Tuesday, April 9, 2013

Good Morning from Daytona


The patio is timeless. In the afternoon it is languorous with humidity. At night the constellations cast by nearby condos look into its wide view. Oma has kept it nearly immaculate, although she would never admit it – a war with this climate is never won. Across the yard the bushes sprawl along the fence, drooping color from their flowers. Between us the birds flit, cardinals and starlings and mockingbirds, and two doves building a nest in the eaves. Yesterday afternoon a warbler flashed his bright yellow tummy at me from the neighbor's yard. Today, thorough tropical rains have left the edges of the patio sprinkled. In a breeze the young oak shakes its throughfall to the grass. Through it all the patio is unperturbed, the russet tile and wicker chair embrace, a quiet stage for morning coffee.
The patio window looks into the kitchen. For the amount of life which has worn its way through that room, Oma has once again kept it strikingly preserved. Her battle is lost on the chair backs, however, pale with the prints of determined palms. Other subtle remnants linger, of laughter and conversations gone by, if only in the fullness of the air, of arms draped and eyebrows emphatic. In one such recent conversation, Oma puttered around the table recalling Opa's latest exploits.
"Drinking a beer with a straw! Can you believe it?" She often strikes me as the curious, determined child I think she was. An earnest giggle is all it takes to see it. Playfulness aside, she still has a strong sense of propriety.
"I had to explain to him that people don't usually drink beer with a straw." As if the fact that it was not done meant it should not be. Mom and I smile at her as she stands, arms spread. Opa, it was reported, elected to keep the straw.
Last night, on that round kitchen table, we spread a museum. A museum of our own history. As darkness pooled outside, we looked at envelopes stamped 1907 and 1941, at the penmanship of a brave age now returned to the earth, at sepia copies of large families with bright smiles and strong hands. Looking at the faces of family I will never meet, holding their names on my tongue and passing their pride under my fingertips, I felt the energy of a wave before it breaks. The purity, the potential, rolling constantly under each ocean swell as it turns from the gritty dark below to the frothing air above. The skim of a pelican's wingtip, the clear water at the edge of a curl, like the lip of a glass cup, before it shatters down in spray and fans across the sand.
In the photographs I see a new era ahead of them that is behind me. I see the vitality of an unpolished country. Their world was more dangerous than mine, their ambitions had faces they too did not know. In their smiles I see the courage with which they wrote the rules. In my Oma's voice I hear a woman who lived by those rules. In my mother and I, we are the wave that is breaking, the shattered rules, the periwinkles streaming through the sand.

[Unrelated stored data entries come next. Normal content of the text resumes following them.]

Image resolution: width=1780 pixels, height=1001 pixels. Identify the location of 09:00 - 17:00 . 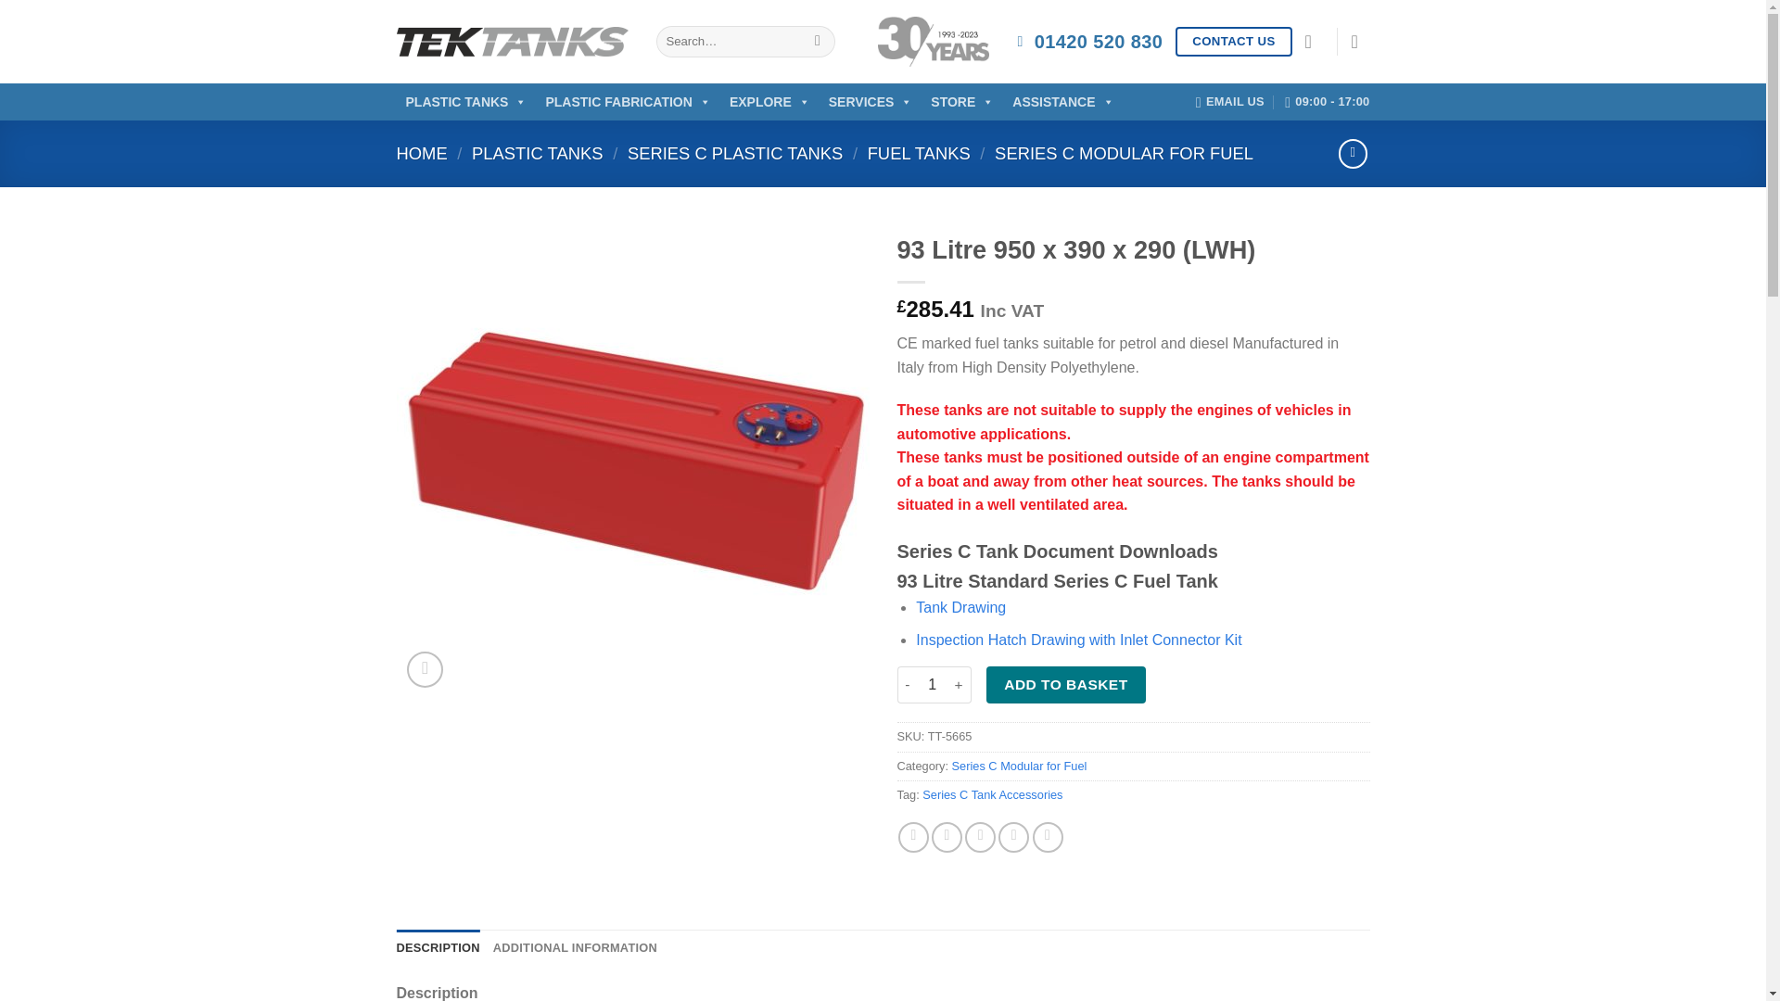
(1326, 101).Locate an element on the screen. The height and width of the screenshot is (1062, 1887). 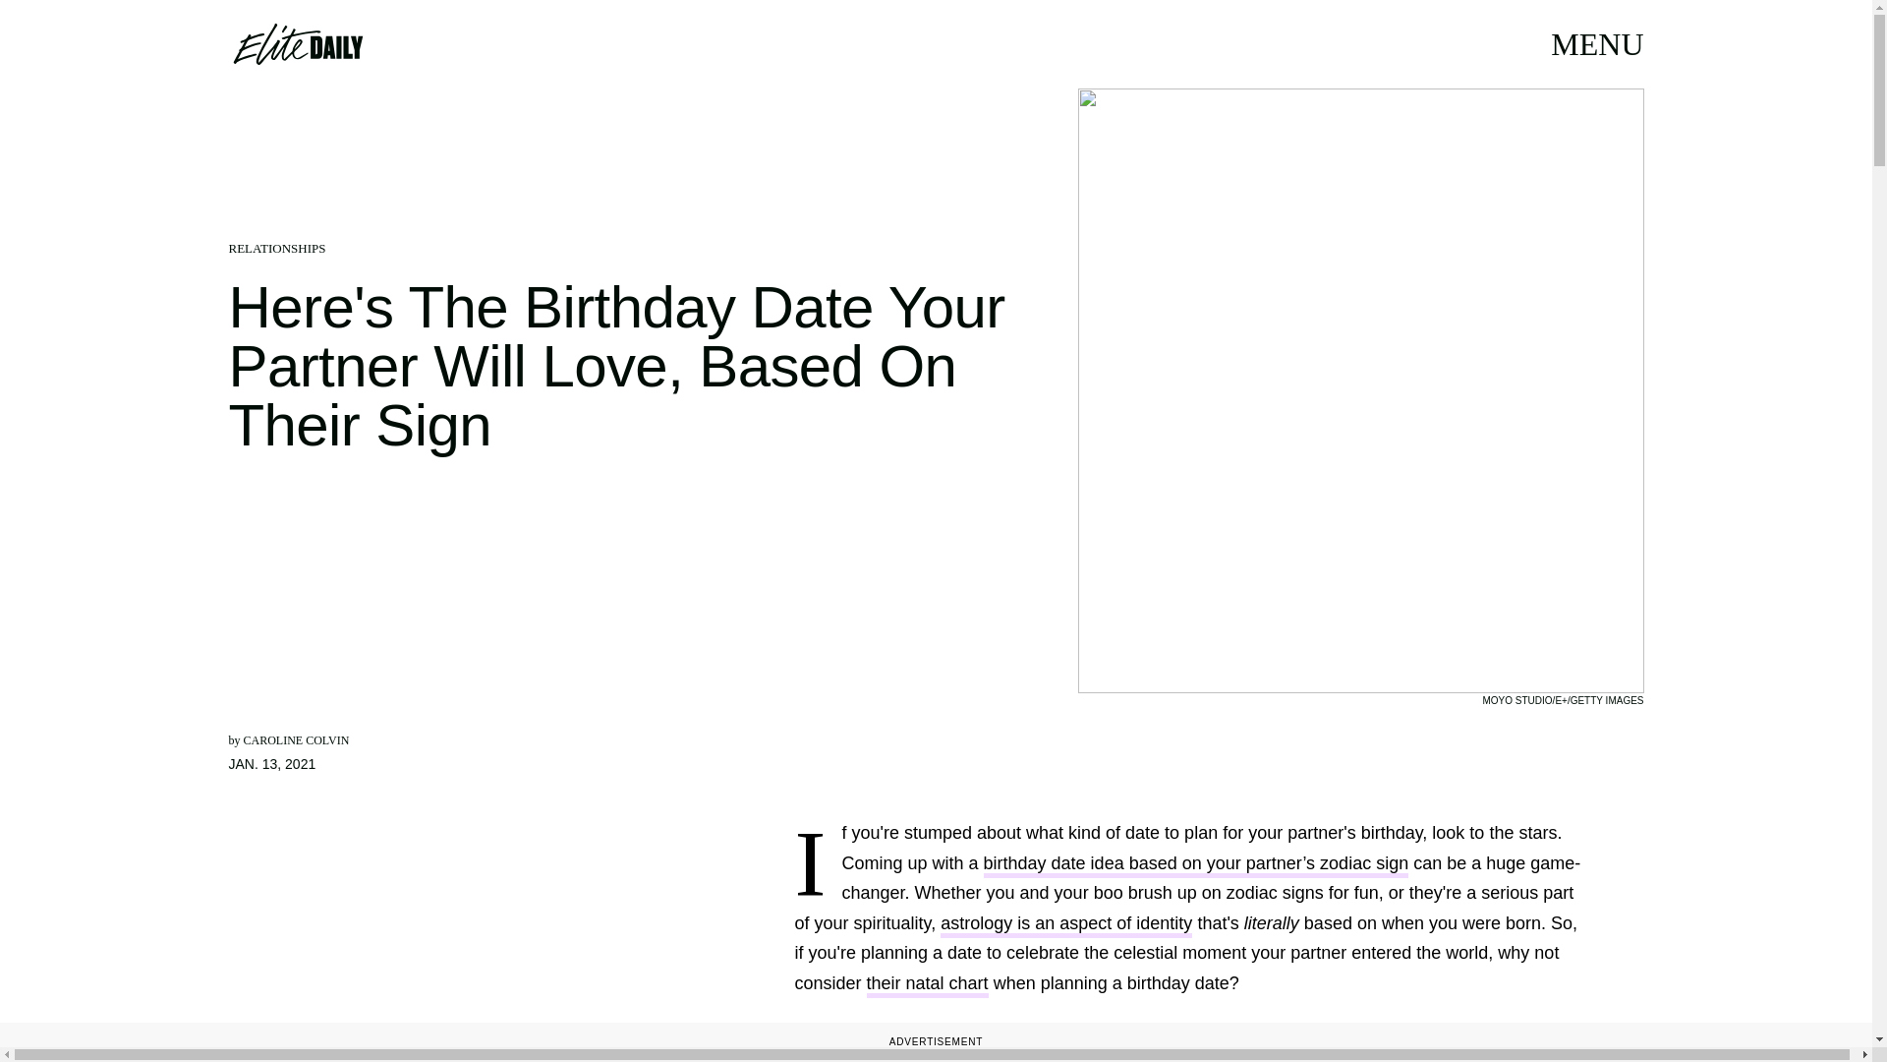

This morning, I am on the patio, listening to the birds, and the memories of ancestors with farm houses and fields behind them, with generous moustaches or dresses with sailor collars, hair in a bun hands on hips. The rain has paused for now, and is a weight in the breath instead. Sunlight sinks through the clouds. I am thinking of my Opa sipping his drink with a straw, and Oma conflicted between joy and embarrassment. I guess it is in all of us, to do what we're not supposed to. To fiddle with the rules passed down to us. To feel that we live on the edge of a dream that is collapsing, and a new one that is coming to be.